With slight variation, this is the dance used on all occasions. At certain ceremonies small gongs, or the bolang bolang,[1] replace the agongs, and at times also a single dancer will accompany himself on the kodlon—a long wooden guitar with rattan strings (Plate XXXb).
[1] An instrument made by placing a small board on a rice mortar. This is pounded or beaten with short sticks, or with the wooden pestles.
In this description we have named a large share of the musical instruments used by the Bagobo. The women frequently play on a sort of guitar made of a section of bamboo from the outside of which narrow strings are cut. These are raised and made taut with small wooden bridges and are then picked with a stick or the fingers (Fig. 33). Bamboo Jew’s-harps and mouth flutes are played by the men, but the nose flute, so common in most parts of the Philippines, was not seen in use here.

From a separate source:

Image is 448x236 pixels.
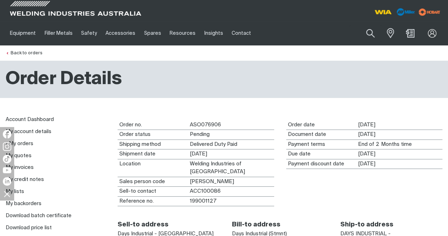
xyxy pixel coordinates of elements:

FIG. 33. TAW-GAU OR BAMBOO GUITAR.
The ceremonies and dances are so closely associated with every day affairs that in the description of the life of the people up to this point we have left only a few still to be discussed. These are, in the main, very similar throughout the Bagobo belt, but to avoid confusion the description here given of the two greatest events of the year—the GinEm ceremony and the human sacrifice—deals with Cibolan, unless expressly stated to the contrary.
The greatest of all Bagobo ceremonies—the GinEm—may be given by the datu within three or four months after the appearance of the constellation Balatik, when the moon is new or full. Its object is to thank the spirits for success in war or domestic affairs, to ward off sickness and other dangers, to drive away the buso, and finally to so gratify the spirits that they will be pleased to increase the wealth of all the people. Datu Tongkaling expressed a belief that this ceremony is in a way related to the rice harvest, “for it is always made when there is plenty of rice in the granaries.” It appears to the writer, however, that this ceremony probably originated in connection with warfare.
According to the tales of the old men, it was formerly the custom to go on a raid before this ceremony was to take place, and successful warriors would bring home with them the skulls of their victims which they tied to the patan’nan.[1] It seems also to have been closely associated with the yearly sacrifice, for it was never made until after the appearance of the constellation Balatik, and without doubt a sacrifice frequently did take place during the first day of the ceremony, at the time the decorated poles were raised. However, such an offering at this time did not relieve the datu from the obligation of making the regular sacrifice.
[1] Ceremonial poles dedicated to Mandarangan and Darago. In Digos and Bansalan the skulls were not taken but hair cut from the heads of enemies was placed in the swinging altar balakat, and were left there until the conclusion of the ceremony.